Customer Experience professionals often face a daunting task: getting executives to truly care about the customer experience. While executives often talk about customer experience and its importance to the business, sometimes their actions indicate that they do not identify with customers the way the CX team does.
With competing priorities around revenue growth, operational efficiencies, and innovation, customers are often an afterthought on the executive agenda.
Problem is, without customer experience taking up more real estate on the executive agenda, energies around transforming the experience will likely be wasted.
Customer Experience Ideas to Help You Get Started
To drive transformation the executive team needs to pay attention and to empathize as much as the CX Professional does, as we had briefly mentioned in our previous post, 3 Simple Ways to Keep Your Company and Culture Customer Centric. They need to feel and truly understand who their customers are and what it is to be a customer of their company. Below are three ideas CX professionals can adopt to try to gain executive attention on, and empathy for, the customer experience at your company.
Listen In
One simple approach is to host an event where your executives spend time listening to customer calls or visiting your locations to observe customers interacting with staff. One of our large clients in the communications sector orchestrated an evening where the top 100 leaders across the company were paired up with contact center representatives for two hours to listen in to calls. In listening to one single mother struggling to work out a payment plan that would allow her to put food on the table for her kids while still having access to her communications services one executive pulled out his personal credit card and took care of her debt. Hearing the anxiety and personal struggles of this customer made her – and others like her – more human to an audience that up until then had thought of customers merely as account numbers.
Talk to Customers
Perhaps better than listening is establishing a program where executives call customers and ask them specific, open-ended questions about the company and their experience. One of our banking clients has a monthly ‘low tech’ listening program during which key executives in the retail banking division are given a short list of customers to call and a set of questions to probe on. This dialogue allows the executive to engage with the customer, really hear them and probe about their issues and needs. These insights and stories can then be brought back to the boardroom table – and to town hall and internal meetings – ensuring that what customers have to say is being heard by everyone.
Be a Customer
I remember a few years ago having the opportunity to hear a Customer Experience leader from Volkswagen give a talk on driving transformation around customer experience at his organization. He made a point that has stuck with me ever since. He said that no automobile executive has ever actually gone through the process of visiting a dealership, test driving a vehicle, going through the negotiation and financing process. They don’t have a clue what it’s like to travel their customers’ journey because they have been shielded from having to do so in all their years of driving company vehicles. How many other industries and companies do the same thing – either by design or by accident? What better way to get executives to understand the customer journey than to have them become a customer and experience it first hand.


• PROBLEM:
From the line containing "What are the coordinates of *clothing*?" down to the last line of the records below, copy every line exactly. Leave out everything before it.

• GIVEN DATA:
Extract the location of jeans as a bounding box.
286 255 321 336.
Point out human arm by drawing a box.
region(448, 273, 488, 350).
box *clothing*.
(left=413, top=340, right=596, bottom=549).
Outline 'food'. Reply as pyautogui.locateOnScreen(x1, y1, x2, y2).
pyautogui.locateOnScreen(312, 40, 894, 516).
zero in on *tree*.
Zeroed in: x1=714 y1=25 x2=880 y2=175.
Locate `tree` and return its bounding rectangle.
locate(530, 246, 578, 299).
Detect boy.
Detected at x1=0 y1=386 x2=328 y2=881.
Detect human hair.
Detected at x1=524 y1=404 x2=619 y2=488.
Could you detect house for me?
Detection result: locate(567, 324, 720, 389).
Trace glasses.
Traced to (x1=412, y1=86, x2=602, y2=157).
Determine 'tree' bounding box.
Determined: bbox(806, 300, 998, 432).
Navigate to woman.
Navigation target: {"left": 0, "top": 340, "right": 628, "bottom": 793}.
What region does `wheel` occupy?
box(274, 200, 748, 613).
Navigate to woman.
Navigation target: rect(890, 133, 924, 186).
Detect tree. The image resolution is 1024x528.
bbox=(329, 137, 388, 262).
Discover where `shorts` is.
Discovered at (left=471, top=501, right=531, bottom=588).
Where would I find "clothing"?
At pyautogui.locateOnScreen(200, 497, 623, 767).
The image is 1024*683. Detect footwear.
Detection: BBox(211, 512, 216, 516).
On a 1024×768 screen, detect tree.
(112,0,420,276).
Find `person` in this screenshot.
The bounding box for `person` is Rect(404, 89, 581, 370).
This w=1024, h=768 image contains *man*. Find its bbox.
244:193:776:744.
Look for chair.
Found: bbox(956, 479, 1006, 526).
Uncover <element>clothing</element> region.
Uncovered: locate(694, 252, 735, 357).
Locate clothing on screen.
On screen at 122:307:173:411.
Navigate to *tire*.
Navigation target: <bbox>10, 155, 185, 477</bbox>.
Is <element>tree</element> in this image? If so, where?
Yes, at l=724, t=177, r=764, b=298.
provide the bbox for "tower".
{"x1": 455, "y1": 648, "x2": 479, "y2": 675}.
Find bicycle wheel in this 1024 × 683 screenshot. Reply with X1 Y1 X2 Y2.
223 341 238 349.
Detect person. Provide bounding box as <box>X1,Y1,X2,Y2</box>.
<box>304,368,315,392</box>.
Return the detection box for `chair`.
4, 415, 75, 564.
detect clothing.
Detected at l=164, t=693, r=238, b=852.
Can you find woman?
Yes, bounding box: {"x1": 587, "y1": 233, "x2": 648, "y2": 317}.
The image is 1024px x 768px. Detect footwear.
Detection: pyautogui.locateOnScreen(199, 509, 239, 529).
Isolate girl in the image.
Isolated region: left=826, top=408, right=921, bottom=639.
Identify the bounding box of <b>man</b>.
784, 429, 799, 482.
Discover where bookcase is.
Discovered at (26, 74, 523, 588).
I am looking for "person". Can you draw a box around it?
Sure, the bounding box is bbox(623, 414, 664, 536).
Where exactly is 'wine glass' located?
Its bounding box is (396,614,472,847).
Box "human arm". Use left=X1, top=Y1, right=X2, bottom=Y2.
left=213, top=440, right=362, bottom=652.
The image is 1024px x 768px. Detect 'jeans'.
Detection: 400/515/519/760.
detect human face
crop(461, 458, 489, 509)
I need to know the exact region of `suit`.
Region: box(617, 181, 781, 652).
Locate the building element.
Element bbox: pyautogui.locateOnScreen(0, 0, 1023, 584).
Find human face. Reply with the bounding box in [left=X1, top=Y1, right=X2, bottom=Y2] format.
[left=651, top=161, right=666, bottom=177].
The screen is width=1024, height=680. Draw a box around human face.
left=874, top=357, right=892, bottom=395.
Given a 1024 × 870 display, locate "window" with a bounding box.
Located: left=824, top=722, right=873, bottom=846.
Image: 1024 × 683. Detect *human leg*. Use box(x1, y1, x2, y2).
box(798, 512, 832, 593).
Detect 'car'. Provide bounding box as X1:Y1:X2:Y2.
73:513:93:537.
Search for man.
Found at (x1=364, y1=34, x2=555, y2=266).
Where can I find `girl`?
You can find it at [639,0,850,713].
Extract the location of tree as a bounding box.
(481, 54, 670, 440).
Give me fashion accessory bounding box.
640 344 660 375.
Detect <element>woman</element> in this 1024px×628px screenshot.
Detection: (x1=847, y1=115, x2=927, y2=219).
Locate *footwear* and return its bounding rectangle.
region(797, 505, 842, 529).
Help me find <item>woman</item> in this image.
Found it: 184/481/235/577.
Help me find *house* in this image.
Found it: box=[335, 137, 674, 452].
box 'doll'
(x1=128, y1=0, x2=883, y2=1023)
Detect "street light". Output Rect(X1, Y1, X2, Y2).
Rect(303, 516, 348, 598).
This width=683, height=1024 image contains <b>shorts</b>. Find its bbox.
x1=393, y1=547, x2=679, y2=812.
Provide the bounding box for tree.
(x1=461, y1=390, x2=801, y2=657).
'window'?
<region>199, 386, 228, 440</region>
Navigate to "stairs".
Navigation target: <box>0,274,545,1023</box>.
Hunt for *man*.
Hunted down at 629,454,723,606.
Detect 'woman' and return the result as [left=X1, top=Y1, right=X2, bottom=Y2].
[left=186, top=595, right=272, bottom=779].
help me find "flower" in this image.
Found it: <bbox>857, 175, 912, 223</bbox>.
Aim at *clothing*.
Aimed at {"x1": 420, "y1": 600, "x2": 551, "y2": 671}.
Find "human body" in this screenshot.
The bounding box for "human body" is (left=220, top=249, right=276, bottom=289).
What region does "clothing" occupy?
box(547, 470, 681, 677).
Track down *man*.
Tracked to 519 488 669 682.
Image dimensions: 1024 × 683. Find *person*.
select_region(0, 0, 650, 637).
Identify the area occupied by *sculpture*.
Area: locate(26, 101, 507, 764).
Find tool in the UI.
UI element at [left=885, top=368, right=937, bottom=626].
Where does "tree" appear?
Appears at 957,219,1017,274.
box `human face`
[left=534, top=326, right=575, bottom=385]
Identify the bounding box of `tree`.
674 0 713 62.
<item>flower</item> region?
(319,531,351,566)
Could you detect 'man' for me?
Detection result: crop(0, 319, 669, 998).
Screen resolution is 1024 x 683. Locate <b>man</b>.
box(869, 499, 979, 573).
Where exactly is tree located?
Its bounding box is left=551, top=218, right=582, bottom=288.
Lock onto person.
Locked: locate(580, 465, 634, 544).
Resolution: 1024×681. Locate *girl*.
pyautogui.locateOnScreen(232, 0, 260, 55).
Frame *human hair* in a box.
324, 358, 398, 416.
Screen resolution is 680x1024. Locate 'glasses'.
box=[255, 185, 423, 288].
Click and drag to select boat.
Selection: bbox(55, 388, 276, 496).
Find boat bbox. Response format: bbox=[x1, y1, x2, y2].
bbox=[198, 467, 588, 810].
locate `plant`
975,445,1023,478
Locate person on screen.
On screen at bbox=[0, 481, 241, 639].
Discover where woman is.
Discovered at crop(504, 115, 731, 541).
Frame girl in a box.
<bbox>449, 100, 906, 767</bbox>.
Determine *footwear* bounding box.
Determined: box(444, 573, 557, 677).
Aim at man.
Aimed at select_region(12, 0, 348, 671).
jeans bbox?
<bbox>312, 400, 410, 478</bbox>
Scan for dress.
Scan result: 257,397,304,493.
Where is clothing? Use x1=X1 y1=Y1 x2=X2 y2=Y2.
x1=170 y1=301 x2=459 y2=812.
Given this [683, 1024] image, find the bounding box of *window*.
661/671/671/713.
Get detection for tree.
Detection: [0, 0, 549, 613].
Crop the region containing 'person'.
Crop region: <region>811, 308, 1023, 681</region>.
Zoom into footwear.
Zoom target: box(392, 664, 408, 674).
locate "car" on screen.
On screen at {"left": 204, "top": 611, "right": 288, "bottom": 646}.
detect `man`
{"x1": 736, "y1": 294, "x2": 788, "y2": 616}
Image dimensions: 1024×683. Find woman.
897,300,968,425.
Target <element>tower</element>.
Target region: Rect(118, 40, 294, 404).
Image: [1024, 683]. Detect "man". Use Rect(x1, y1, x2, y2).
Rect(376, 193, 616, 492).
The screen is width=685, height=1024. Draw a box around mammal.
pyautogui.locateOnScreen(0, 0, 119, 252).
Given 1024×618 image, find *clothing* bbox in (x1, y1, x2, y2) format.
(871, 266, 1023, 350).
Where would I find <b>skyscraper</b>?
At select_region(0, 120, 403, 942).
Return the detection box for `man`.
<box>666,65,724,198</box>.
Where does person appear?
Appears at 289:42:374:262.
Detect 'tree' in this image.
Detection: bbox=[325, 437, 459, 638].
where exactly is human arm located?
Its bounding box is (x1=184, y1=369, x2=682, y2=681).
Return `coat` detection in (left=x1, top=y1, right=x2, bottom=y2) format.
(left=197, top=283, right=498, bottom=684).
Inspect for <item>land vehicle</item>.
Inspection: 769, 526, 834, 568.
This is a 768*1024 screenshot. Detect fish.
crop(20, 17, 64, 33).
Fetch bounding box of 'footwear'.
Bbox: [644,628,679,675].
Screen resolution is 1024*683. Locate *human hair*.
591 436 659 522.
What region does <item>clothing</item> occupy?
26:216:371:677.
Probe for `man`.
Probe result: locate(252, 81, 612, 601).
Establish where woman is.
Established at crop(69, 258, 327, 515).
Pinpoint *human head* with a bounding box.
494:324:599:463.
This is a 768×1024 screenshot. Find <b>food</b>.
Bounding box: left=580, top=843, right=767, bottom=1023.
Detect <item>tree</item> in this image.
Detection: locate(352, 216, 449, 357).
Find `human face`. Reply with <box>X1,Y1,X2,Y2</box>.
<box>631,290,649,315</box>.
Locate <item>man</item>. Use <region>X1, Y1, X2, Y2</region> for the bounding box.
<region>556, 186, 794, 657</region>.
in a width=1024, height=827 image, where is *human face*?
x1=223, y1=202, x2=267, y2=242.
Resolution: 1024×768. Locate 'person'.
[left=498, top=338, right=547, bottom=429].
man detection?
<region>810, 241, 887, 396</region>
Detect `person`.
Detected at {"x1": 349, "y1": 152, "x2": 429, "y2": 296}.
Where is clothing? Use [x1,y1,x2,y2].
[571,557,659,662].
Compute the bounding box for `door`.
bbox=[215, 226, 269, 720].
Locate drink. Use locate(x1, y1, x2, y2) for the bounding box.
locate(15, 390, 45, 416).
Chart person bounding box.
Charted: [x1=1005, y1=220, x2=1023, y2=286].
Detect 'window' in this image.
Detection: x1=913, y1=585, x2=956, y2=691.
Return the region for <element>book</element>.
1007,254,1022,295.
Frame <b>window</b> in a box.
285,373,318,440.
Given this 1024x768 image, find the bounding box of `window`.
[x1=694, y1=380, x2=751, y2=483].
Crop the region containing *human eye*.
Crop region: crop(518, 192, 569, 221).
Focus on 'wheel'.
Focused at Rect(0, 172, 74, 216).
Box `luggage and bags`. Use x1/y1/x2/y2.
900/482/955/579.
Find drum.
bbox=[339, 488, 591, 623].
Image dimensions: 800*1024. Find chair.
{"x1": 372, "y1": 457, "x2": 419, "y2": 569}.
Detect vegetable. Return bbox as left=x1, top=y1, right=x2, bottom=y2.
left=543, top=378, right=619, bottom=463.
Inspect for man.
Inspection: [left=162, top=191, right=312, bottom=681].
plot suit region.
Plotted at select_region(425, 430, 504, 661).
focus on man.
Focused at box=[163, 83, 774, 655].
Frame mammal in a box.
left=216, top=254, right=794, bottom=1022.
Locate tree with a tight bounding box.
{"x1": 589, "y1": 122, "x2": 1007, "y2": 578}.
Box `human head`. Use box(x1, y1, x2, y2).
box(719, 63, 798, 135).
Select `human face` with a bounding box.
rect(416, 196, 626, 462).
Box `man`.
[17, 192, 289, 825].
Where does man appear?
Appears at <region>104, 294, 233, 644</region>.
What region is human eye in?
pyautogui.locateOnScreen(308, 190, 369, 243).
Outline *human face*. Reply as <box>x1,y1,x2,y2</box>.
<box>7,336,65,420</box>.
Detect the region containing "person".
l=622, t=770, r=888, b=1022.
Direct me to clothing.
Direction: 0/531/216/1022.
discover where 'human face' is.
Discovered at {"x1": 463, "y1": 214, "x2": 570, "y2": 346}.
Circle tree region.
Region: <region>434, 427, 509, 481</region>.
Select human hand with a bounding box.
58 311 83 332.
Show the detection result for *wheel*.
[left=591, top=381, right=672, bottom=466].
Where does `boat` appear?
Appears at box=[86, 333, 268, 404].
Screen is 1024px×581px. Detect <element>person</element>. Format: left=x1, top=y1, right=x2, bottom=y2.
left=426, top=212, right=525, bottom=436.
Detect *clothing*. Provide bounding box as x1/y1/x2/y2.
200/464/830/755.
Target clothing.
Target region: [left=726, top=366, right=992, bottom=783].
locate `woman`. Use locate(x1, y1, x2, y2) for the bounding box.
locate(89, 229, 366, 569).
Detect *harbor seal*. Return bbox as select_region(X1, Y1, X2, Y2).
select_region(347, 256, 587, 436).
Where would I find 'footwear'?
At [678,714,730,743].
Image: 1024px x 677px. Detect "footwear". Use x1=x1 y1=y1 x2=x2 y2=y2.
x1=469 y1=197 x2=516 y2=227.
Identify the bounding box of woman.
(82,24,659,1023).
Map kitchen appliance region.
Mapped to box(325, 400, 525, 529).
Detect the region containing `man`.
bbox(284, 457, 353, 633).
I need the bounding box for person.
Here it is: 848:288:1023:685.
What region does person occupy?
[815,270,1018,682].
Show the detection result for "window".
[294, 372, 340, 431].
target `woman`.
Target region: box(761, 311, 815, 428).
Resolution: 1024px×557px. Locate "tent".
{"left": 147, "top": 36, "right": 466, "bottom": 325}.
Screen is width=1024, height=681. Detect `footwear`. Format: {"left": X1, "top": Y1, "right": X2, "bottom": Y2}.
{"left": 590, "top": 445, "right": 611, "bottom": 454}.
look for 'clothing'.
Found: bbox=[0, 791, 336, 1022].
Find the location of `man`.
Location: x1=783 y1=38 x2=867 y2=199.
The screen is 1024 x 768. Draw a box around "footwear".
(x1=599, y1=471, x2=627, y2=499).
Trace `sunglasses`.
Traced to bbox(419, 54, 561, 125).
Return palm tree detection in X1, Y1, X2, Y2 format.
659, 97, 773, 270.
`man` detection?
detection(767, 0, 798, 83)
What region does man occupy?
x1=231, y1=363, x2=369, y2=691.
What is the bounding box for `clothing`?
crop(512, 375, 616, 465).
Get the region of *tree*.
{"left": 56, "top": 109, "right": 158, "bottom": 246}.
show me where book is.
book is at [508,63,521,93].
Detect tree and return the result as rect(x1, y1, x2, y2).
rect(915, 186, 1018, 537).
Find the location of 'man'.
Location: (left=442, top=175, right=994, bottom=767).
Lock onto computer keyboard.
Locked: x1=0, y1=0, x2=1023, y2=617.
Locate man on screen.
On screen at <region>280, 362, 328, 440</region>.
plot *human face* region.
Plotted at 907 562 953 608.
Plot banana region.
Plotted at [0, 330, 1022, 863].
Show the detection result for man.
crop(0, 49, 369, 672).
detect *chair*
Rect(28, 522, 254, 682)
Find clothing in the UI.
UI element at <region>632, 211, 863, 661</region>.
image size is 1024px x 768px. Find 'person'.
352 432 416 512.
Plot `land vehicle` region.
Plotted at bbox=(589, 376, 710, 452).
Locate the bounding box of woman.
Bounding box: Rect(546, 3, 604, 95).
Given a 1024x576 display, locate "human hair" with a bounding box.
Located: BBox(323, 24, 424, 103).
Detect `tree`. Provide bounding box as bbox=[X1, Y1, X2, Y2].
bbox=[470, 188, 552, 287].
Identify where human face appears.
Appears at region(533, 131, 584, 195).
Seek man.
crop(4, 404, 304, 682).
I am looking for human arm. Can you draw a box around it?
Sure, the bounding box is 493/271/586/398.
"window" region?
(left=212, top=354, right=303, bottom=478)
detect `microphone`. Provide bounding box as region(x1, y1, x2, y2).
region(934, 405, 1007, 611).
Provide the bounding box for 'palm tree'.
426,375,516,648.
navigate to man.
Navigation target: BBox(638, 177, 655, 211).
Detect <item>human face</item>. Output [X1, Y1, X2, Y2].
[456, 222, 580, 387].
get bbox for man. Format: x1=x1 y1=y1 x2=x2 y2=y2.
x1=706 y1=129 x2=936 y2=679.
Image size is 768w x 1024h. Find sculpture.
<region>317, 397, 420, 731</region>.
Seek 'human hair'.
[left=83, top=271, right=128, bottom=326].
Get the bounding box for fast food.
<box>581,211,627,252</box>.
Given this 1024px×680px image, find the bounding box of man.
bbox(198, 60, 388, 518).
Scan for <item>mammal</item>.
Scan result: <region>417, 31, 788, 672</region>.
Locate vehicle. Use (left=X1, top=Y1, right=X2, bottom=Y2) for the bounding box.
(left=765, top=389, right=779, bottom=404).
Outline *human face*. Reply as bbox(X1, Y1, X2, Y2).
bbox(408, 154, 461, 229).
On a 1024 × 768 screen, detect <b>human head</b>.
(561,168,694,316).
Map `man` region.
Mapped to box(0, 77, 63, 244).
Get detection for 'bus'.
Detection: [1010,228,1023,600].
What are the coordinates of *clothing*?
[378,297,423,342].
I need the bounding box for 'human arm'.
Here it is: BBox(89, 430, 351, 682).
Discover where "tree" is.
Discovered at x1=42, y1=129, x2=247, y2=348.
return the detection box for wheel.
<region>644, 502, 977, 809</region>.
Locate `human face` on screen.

• EXERCISE RESPONSE:
What are the coordinates of *clothing*?
[378,297,423,342].
I need the bounding box for 'human arm'.
Here it is: BBox(89, 430, 351, 682).
Discover where "tree" is.
Discovered at x1=42, y1=129, x2=247, y2=348.
return the detection box for wheel.
<region>644, 502, 977, 809</region>.
Locate `human face` on screen.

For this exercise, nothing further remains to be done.